Ace's voice is light-hearted, almost teasing, when she says this, but the Doctor can see a clear, crinkling line of worry to her brow when he turns at the door to face her. She looks small sitting there in the wide, white bed with her back up against the headboard, small and vulnerable in a way he hasn't seen her for some time.

"No, no," he says, waving a hand in dismissal. "I just thought you might like some time to yourself after… well, after everything."

"I don't want that. I want– " She cuts herself off abruptly, biting at her lip. She looks down at her lap, where her hands are tangled in the sheets, and shakes her head. With a deep breath, she lifts her chin and meets his eye again. "I meant it when I said I'm not really that afraid of you. You know that, right?"

"Yes, I know," the Doctor says calmly, "but I also realize that means there is some fear, and I didn't want to push you."

She makes a frustrated noise. "'Course there is, but I wouldn't have got back in the TARDIS with you if it was that bad." She frowns and looks away again, drumming her fingers on her knee as she gathers her thoughts. "It's not you I'm afraid of. Not really.

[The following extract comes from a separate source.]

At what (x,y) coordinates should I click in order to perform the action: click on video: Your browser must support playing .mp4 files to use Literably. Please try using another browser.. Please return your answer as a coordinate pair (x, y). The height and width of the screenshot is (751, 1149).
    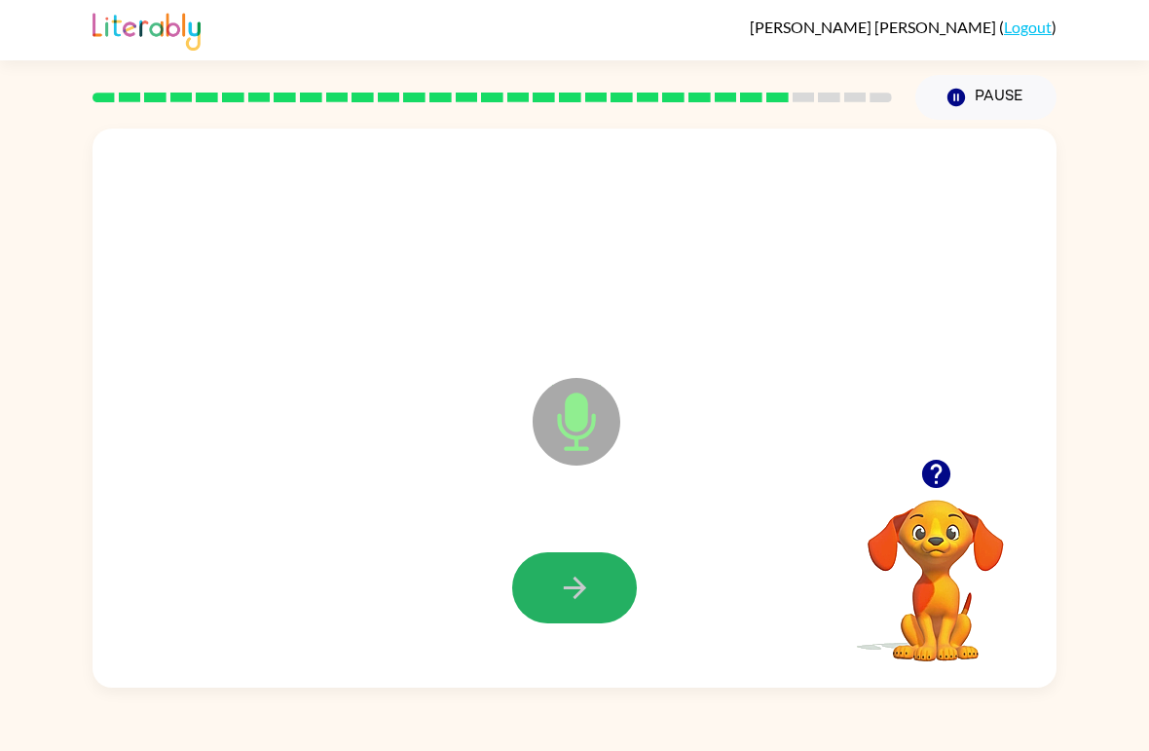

It's not even the things we do or what could happen to us."

The Doctor steps closer, tilting his head. "What is it, then?"

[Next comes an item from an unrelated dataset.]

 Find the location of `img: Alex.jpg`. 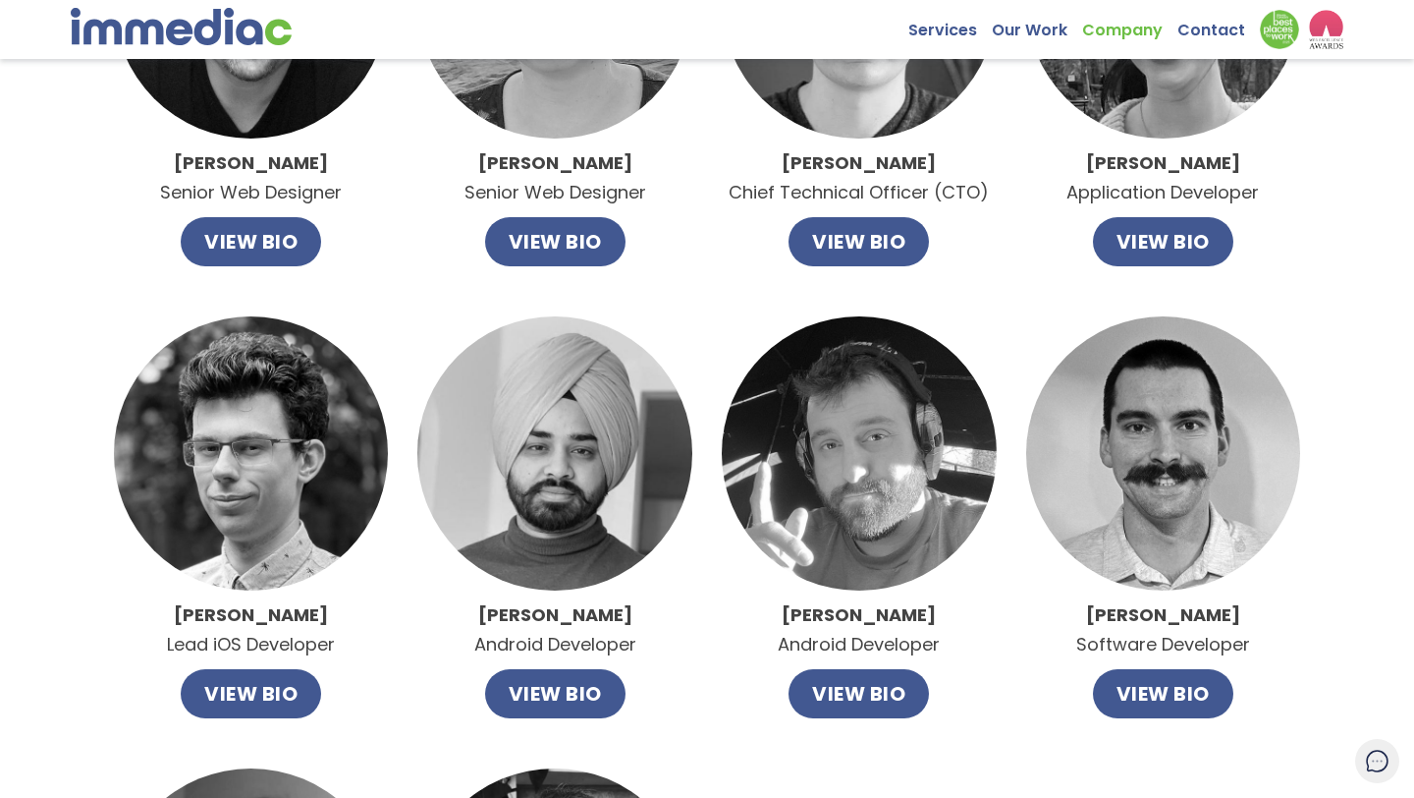

img: Alex.jpg is located at coordinates (251, 454).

She shrugs, still keeping her eyes averted. "Merlin, yeah?" she begins. "There's a million stories about him, some from different dimensions, even. And if that's you…" She looks up, catching his gaze and holding it. "I never heard one story about Merlin and the stupid tagalong kid following after him."

He stops himself from suggesting she should brush up on her Arthurian mythology before making such a claim, from explaining that Merlin has his share of companions and apprentices, some even as young and stubborn and beautifully clever as her. He does not tell her – Ace, emerging from the water soaked to the bone, coughing and gasping for breath, the mythic sword clutched in her trembling fingers – that the Lady of the Lake has nearly as many names as Merlin. And nearly as many ways to break his hearts and leave him behind.

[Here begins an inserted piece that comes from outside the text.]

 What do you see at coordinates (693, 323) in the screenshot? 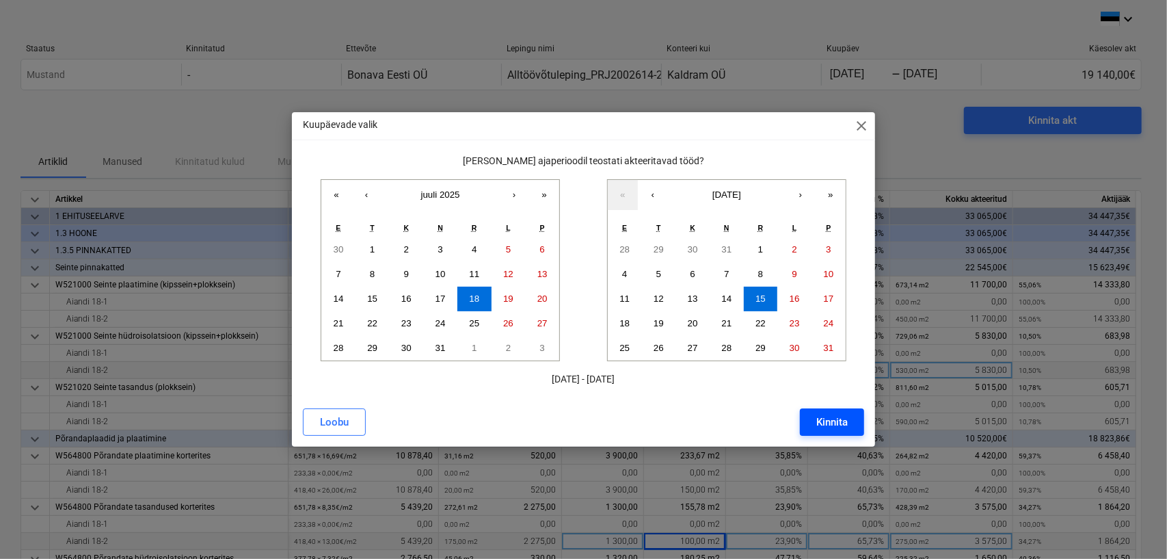
I see `abbr: 20. august 2025` at bounding box center [693, 323].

Instead, he tells her, "Fortunately, there isn't a single word of that phrase that anyone with sense would use to describe you."

It wins a smile from her, small and fleeting but undeniable, and a short huff of laughter. "You know that's not the point."

He steps closer again and places hands on the bed, the tips of fingers coming to rest just beside the bend of her knee beneath the sheets. He can feel her body heat radiating out, so much warmer than his own. "What is it you want, Ace?"

Her hands settle on top of his, fingers curling around his palms. "Just stay, all right? I don't need space or time to myself, I just want you here." Her grip tightens and her voice quiets. "Don't leave me behind just yet."

The Doctor lets out a soft sigh and leans forward, letting his head drop until his forehead is resting against hers. "I've no intention of doing that," he promises.

She presses in a little closer, hesitates, then tilts her chin away and kisses him briefly on the cheek. "Good," she says, pulling back. "You'd have a hell of a time trying to get rid of me, anyway."


He's been selfish with Ace, keeping her by his side for so long. He's deeply fond of every one of his traveling companions, but there are some he finds harder to let go of than others, even when he knows it's well past time.

The long way home, he'd called it when he first opened his doors to her. The scenic route.

But it's been years, now, by any measure of time he cares to use. Ace's old school friend thought she'd aged well, but it wasn't unbelievable to him that she could be in her 30s just as he was. The Doctor can hardly drop her back off right when and where she first vanished, not anymore.

He looks down at Ace, sleeping peacefully with her cheek resting against his shoulder.

He supposes the only thing to do is keep on being selfish.